Google is committing at least $50 million through 2030 to projects aimed at cutting so‑called superpollutants, joining a new corporate coalition that plans to direct $100 million toward some of the most potent climate-warming gases.
The initiative, called the Superpollutant Action Initiative, brings together Google, Amazon, Salesforce and other companies to fund efforts that “accelerate the reduction” of methane, black carbon and refrigerant gases. According to Google, these superpollutants account for close to half of global warming.
Unlike carbon dioxide, which can linger in the atmosphere for centuries, superpollutants typically break down more quickly. But while they persist, they can trap heat far more efficiently in some cases thousands of times more than CO₂ over shorter timeframes.
“Superpollutants are a major part of the equation to limit atmospheric warming. Experts agree that eliminating them where we can is one of the most powerful levers we have to deliver near-term impact, playing a vital and complementary role to removing CO2,” said Randy Spock, Google’s carbon credits and removals lead, in a statement cited in the announcement.
The coalition behind the Superpollutant Action Initiative says that aggressive measures to cut these gases could help avoid more than 0.5 degrees Celsius of warming by 2050, underscoring why big tech companies are interested in backing targeted interventions alongside longer-term carbon reduction and removal strategies.
Alphabet, Google’s parent company, reported $132 billion in net income in 2025. Spread over five years, Google’s pledge of at least $50 million works out to roughly three hours of that annual profit.
The new climate commitment lands as Google is also pouring billions into new data centres to support its AI infrastructure. The company says these AI-focused facilities are designed to be more resource-conscious than alternatives, but the expansion has still driven its environmental footprint higher. Google’s AI buildout contributed to an 11 percent rise in the company’s total emissions last year.
The $100 million pool assembled by the Superpollutant Action Initiative is intended specifically for projects that cut high-impact, short-lived climate pollutants, complementing broader corporate climate and energy programs that focus on long-lived greenhouse gases like CO₂.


# Task to complete:
Take from the data every line in which the word "gate" is found.

Records from a collection of figures:

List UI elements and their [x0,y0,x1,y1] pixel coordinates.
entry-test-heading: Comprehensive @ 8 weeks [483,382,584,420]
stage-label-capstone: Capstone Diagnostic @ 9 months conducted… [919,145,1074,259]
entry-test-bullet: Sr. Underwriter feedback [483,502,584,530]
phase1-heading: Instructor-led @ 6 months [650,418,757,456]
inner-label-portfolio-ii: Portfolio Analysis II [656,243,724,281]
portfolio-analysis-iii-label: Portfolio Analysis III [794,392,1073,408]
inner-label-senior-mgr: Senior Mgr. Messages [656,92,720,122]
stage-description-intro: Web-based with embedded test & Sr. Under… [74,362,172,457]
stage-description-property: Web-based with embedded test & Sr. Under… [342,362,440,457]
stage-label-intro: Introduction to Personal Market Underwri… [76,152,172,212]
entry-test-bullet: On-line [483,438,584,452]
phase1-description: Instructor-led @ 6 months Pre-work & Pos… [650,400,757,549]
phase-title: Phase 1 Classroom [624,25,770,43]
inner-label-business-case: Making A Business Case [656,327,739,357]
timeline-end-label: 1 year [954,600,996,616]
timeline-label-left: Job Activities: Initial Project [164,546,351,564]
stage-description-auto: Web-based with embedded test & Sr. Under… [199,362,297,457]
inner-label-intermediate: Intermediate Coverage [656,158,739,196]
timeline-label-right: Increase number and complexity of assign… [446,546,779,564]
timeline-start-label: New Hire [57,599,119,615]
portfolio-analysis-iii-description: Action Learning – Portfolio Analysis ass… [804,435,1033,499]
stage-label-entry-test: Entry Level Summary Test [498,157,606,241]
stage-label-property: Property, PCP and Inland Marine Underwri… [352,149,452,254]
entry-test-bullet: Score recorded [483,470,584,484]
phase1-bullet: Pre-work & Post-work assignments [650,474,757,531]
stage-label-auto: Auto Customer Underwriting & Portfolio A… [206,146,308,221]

--

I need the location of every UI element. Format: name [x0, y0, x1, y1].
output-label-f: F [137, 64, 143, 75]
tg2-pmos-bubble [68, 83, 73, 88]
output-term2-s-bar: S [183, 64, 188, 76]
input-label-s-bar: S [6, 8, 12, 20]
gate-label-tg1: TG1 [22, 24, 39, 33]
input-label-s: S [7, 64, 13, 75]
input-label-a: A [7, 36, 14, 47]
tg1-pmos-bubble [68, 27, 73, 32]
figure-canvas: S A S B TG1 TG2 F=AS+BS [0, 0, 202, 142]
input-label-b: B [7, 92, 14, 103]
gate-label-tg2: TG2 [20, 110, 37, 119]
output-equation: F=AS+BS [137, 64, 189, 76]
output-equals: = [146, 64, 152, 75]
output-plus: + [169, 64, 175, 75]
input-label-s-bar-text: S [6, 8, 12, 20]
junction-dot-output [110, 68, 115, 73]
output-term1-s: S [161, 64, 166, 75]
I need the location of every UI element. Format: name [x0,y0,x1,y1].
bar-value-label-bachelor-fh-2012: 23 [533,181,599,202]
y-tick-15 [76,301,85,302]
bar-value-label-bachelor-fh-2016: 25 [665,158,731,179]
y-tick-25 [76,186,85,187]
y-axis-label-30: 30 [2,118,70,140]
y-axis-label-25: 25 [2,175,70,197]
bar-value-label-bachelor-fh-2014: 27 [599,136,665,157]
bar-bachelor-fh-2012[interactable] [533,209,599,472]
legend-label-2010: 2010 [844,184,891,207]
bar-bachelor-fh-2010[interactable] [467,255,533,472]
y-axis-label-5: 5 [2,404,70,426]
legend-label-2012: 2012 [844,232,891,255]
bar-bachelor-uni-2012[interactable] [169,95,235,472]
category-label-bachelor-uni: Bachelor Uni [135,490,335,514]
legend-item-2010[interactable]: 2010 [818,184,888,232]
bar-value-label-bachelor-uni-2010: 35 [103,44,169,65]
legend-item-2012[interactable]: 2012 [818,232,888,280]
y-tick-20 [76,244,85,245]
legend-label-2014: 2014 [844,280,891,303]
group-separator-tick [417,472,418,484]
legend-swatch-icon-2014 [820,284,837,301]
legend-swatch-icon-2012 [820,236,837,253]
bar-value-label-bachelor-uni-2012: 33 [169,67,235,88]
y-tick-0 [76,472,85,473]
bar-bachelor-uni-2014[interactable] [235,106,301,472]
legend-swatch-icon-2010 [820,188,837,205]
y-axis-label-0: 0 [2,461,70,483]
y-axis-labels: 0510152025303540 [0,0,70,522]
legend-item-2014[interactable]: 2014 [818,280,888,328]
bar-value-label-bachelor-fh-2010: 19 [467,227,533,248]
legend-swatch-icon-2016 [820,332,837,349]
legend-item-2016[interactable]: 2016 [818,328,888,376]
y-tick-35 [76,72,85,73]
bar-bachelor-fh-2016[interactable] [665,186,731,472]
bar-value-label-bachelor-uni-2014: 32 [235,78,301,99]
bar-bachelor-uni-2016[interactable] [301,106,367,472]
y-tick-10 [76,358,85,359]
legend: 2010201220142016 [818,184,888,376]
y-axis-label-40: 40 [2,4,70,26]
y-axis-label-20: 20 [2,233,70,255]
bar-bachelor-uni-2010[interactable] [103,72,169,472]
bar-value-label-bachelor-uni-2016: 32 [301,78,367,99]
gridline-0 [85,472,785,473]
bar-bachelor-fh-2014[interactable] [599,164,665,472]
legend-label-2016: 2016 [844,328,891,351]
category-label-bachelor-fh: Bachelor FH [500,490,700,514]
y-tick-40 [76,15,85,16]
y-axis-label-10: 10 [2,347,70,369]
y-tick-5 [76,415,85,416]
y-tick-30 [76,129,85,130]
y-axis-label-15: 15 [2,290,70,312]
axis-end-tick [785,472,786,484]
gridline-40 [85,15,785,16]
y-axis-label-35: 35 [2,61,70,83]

* * *

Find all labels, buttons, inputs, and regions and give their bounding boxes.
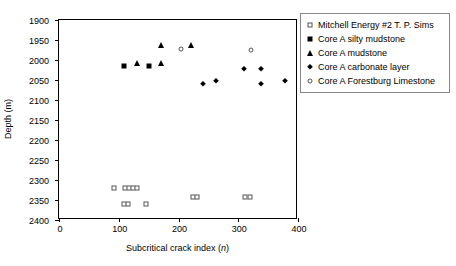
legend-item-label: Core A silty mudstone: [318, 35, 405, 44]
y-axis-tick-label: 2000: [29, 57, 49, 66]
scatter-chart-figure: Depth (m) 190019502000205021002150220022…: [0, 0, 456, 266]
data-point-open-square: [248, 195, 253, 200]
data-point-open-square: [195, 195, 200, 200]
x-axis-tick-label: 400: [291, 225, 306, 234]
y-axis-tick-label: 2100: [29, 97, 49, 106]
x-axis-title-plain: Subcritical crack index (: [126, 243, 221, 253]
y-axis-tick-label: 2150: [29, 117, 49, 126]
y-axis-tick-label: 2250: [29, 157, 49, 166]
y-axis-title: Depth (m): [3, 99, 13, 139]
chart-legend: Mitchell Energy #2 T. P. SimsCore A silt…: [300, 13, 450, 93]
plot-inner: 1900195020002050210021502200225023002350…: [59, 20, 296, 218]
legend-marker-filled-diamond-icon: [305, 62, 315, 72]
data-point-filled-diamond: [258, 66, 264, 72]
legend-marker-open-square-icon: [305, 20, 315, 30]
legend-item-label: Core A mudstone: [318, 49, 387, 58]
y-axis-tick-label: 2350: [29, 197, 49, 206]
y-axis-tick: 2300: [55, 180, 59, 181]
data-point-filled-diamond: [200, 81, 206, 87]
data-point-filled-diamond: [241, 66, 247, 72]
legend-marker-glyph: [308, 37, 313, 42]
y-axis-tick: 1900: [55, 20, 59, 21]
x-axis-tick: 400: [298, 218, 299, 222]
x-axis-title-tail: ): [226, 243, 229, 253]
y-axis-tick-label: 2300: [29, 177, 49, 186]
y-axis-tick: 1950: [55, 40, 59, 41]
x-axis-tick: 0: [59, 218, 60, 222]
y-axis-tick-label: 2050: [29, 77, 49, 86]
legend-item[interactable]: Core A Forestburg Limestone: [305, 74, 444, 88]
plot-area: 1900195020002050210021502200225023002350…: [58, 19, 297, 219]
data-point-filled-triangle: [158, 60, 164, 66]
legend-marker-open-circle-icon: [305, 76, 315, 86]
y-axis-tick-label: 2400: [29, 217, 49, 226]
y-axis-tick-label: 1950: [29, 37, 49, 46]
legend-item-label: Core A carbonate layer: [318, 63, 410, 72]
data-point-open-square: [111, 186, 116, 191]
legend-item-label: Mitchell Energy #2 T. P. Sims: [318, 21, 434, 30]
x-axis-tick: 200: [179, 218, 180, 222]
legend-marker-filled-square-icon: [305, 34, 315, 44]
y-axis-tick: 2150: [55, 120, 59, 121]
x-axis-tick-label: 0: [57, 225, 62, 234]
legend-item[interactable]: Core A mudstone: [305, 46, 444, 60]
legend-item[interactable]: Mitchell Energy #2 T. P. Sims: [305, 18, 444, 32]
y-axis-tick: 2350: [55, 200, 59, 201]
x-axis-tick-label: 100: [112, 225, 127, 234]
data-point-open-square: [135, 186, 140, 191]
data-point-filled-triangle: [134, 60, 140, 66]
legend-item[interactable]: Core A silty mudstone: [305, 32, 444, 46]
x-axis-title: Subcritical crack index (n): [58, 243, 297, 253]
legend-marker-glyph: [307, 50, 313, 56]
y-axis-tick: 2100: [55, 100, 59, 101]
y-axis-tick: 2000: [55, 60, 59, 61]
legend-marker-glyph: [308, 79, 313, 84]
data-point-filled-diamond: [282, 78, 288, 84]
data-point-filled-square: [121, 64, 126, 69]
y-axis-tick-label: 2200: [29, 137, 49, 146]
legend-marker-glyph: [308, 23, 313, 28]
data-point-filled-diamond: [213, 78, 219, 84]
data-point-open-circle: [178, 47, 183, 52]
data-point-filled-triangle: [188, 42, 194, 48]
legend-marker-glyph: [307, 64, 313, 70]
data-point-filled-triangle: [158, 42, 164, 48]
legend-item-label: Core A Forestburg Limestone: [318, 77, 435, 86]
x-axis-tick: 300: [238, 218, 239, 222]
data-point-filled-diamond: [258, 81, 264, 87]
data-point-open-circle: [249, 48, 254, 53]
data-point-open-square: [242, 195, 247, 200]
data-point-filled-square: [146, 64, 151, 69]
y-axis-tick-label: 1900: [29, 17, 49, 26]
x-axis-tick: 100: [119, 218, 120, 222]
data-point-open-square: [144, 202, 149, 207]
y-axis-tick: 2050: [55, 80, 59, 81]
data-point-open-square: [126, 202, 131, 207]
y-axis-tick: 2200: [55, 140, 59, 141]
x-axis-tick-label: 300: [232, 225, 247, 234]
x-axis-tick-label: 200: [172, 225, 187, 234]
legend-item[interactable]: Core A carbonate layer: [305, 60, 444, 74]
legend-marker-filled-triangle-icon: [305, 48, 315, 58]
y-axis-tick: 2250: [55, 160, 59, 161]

# Response to the task:
gate-label-tg1: TG1 [22, 24, 39, 33]
gate-label-tg2: TG2 [20, 110, 37, 119]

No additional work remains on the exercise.